The pervading irony here is that pink, “girlie” drinks pack punch (often in the form of punch). If, per 1951 New York bartender’s union president Jack Townsend, the Pink Lady was the way a shy secretary got politely sauced in the ‘50s, its modern counterparts are just piling even more complexity onto potency. Like the Pink Lady, Derek P. Brown’s Kallisti uses applejack, though it’s actually closer to an apple-tinged Negroni-homage, with bitter but softer Aperol subbing in for the Campari. The Aperol gives the drink its ruddy hue, but it’s Brown’s coriander berry tincture that gives the drink its complexity (and links it to a classic cilantro-apple Indian chutney). The tincture’s so potent—“bright green, very intense”—Brown only needs three tiny drops to give the pink drink its unexpected greenness.

Boyle’s Bitters & Soda does something similar with house orange and cream bitters—a powerful maceration of citrus oils that “give a potent orange cream backbone to anything they touch.” Here, they lace Boyle’s Americano homage with bitter, floral orange notes and warm vanilla, swirling around the Campari with gleeful complexity.
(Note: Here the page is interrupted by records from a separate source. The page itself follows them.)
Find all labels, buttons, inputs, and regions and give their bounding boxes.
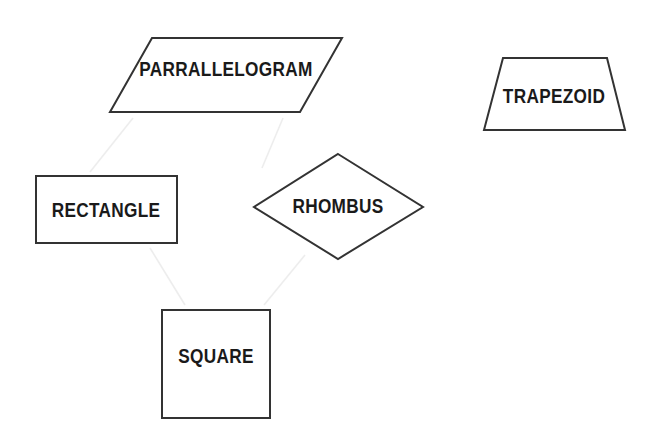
rhombus-label: RHOMBUS xyxy=(292,194,383,217)
square-label: SQUARE xyxy=(178,344,254,367)
connector-parallelogram-to-rhombus xyxy=(262,118,283,168)
parallelogram-label: PARRALLELOGRAM xyxy=(139,57,312,80)
rectangle-label: RECTANGLE xyxy=(52,198,161,221)
shape-square[interactable]: SQUARE xyxy=(162,310,270,418)
shapes-diagram-canvas: PARRALLELOGRAM TRAPEZOID RECTANGLE RHOMB… xyxy=(0,0,658,438)
shape-rectangle[interactable]: RECTANGLE xyxy=(36,176,177,243)
connector-parallelogram-to-rectangle xyxy=(90,118,133,172)
shape-trapezoid[interactable]: TRAPEZOID xyxy=(484,58,625,130)
connector-rhombus-to-square xyxy=(264,255,305,305)
shape-parallelogram[interactable]: PARRALLELOGRAM xyxy=(110,38,342,112)
shape-rhombus[interactable]: RHOMBUS xyxy=(254,154,423,259)
connector-rectangle-to-square xyxy=(150,248,185,305)
trapezoid-label: TRAPEZOID xyxy=(503,84,605,107)
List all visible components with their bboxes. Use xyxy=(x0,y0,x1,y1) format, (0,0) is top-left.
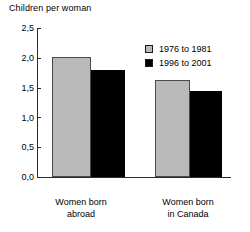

Easily two of the predominant pinkifiers, Campari and Aperol are “becoming increasingly popular in cocktails,” says Kiowa Bryan of The Eveleigh. And unlike grenadine, their rosiness is hardly straight-up sweet. “I love when I order a Negroni at a bar,” says Jeremy Ross, formerly of The Oval Room (now at D.C.’s Second State). “People are like ‘What’s that red drink? It looks girly.’ I never fail to pass them my drink. ‘Try it.’ The look on their face is ‘This is not what it looks like.’” Ross’s Negroni-homage, the Scarlett, balances that brightly bitter grapefruit kick of Campari with Crème de Pamplemousse Rose, but then he lays the whole thing out on a spiky bed of rye. The result—and the rule—is true for most modern pink drinks: more often than not, lurking beneath that Hello Kitty exterior is a tigress waiting to pounce.
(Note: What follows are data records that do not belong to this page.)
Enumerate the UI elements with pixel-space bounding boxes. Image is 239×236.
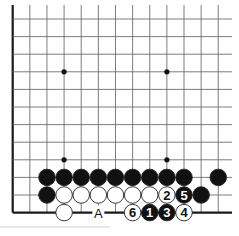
white-stone: 6 [124,204,141,221]
white-stone [56,187,73,204]
star-point-icon [61,69,66,74]
black-stone: 3 [159,204,176,221]
white-stone [90,187,107,204]
black-stone [193,187,210,204]
white-stone [56,204,73,221]
black-stone [73,169,90,186]
star-point-icon [61,157,66,162]
black-stone: 1 [141,204,158,221]
move-number-label: 4 [180,205,188,220]
move-number-label: 1 [146,205,153,220]
black-stone [210,169,227,186]
white-stone [73,187,90,204]
black-stone [107,169,124,186]
point-marker-A: A [92,206,104,221]
star-point-icon [164,69,169,74]
black-stone [39,169,56,186]
white-stone [124,187,141,204]
star-point-icon [164,157,169,162]
point-markers: A [92,206,104,221]
black-stone [141,169,158,186]
black-stone [56,169,73,186]
move-number-label: 3 [163,205,170,220]
black-stone [39,187,56,204]
move-number-label: 2 [163,188,170,203]
go-board-diagram: 256134 A [0,0,239,236]
black-stone [124,169,141,186]
white-stone [107,187,124,204]
black-stone [159,169,176,186]
black-stone [90,169,107,186]
white-stone: 4 [176,204,193,221]
black-stone: 5 [176,187,193,204]
white-stone: 2 [159,187,176,204]
black-stone [176,169,193,186]
move-number-label: 6 [129,205,136,220]
white-stone [141,187,158,204]
move-number-label: 5 [180,188,187,203]
svg-text:A: A [94,206,103,221]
And at least a few customers are willing to give it a try. “People are becoming more educated about cocktails and experimenting with more spirits and flavors,” says Dead Rabbit bartender Jillian Vose, who’s helping Jack McGarry and Sean Muldoon layer a modern menu onto the bar’s established scholarship. And like pink visuals, sweet flavors are freely pushed to the front of the stage like a blushing, ambitious chorus girl. Vose’s Pirate Queen intermingles four kinds of syrup (rich cane, ginger, cinnamon, and honey) with the “malty, nougat flavor profile” of Bols Genever, fiery Creole bitters, and higher proof heat of Planation 5-year Barbados rum—heat and sweet comingling against the soft bleed of muddled strawberry. At The Eveleigh, Bryan uses honey and ginger syrups for her Kentucky Beet Down. The marquee bleeder here is beet—a surprisingly consistent winner with customers—roasted with olive oil and sea salt to yield “complexity and beautiful color.” 
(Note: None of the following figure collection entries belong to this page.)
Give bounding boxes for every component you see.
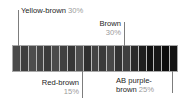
band-lane bbox=[13, 46, 21, 71]
label-ab-purple-brown: AB purple- brown 25% bbox=[116, 76, 170, 94]
band-lane bbox=[68, 46, 76, 71]
leader-line-yellow-brown bbox=[18, 10, 19, 46]
band-lane bbox=[170, 46, 177, 71]
band-lane bbox=[44, 46, 52, 71]
band-lane bbox=[123, 46, 131, 71]
band-lane bbox=[76, 46, 84, 71]
band-lane bbox=[37, 46, 45, 71]
band-strip bbox=[12, 45, 178, 72]
band-lane bbox=[29, 46, 37, 71]
band-lane bbox=[92, 46, 100, 71]
label-yellow-brown-name: Yellow-brown bbox=[21, 6, 66, 15]
label-red-brown: Red-brown 15% bbox=[26, 78, 79, 96]
label-brown-percent: 30% bbox=[76, 28, 121, 37]
band-lane bbox=[107, 46, 115, 71]
label-red-brown-percent: 15% bbox=[26, 87, 79, 96]
leader-line-brown bbox=[124, 22, 125, 46]
leader-line-ab-purple-brown bbox=[172, 71, 173, 93]
leader-line-red-brown bbox=[82, 71, 83, 98]
label-ab-purple-brown-line2: brown 25% bbox=[116, 85, 170, 94]
band-lane bbox=[115, 46, 123, 71]
label-ab-purple-brown-percent: 25% bbox=[139, 85, 154, 94]
band-lane bbox=[21, 46, 29, 71]
band-lane bbox=[84, 46, 92, 71]
band-lane bbox=[147, 46, 155, 71]
band-lane bbox=[139, 46, 147, 71]
band-lane bbox=[60, 46, 68, 71]
band-lane bbox=[131, 46, 139, 71]
label-yellow-brown-percent: 30% bbox=[68, 6, 83, 15]
band-lane bbox=[154, 46, 162, 71]
label-red-brown-name: Red-brown bbox=[26, 78, 79, 87]
band-lane bbox=[99, 46, 107, 71]
banded-strip-figure: Yellow-brown 30% Brown 30% Red-brown 15%… bbox=[0, 0, 187, 105]
band-lane bbox=[162, 46, 170, 71]
band-lane bbox=[52, 46, 60, 71]
label-brown: Brown 30% bbox=[76, 19, 121, 37]
label-yellow-brown: Yellow-brown 30% bbox=[21, 6, 83, 15]
label-ab-purple-brown-name-line1: AB purple- bbox=[116, 76, 170, 85]
label-ab-purple-brown-name-line2: brown bbox=[116, 85, 137, 94]
label-brown-name: Brown bbox=[76, 19, 121, 28]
Not sold yet? Come on! Even pink drink names are hardcore: Bitters & Soda sounds like your ornery grandfather’s go-to; anything “Scarlett” is clearly full of devilish intrigue; a Pirate Queen would make you walk the plank with a wink; Kentucky Beet Down sounds like something that happens to the unfortunate behind a Louisville Circle K; and the Kallisti is the O.G. of hard times, named for the so-called “apple of discord” that mythically started the snafu otherwise known as the Trojan War.

But fine. If pink still seems too soft for your mixing comfort zone, take heart, says Vose. “Blue Curacao drinks are apparently making a comeback.”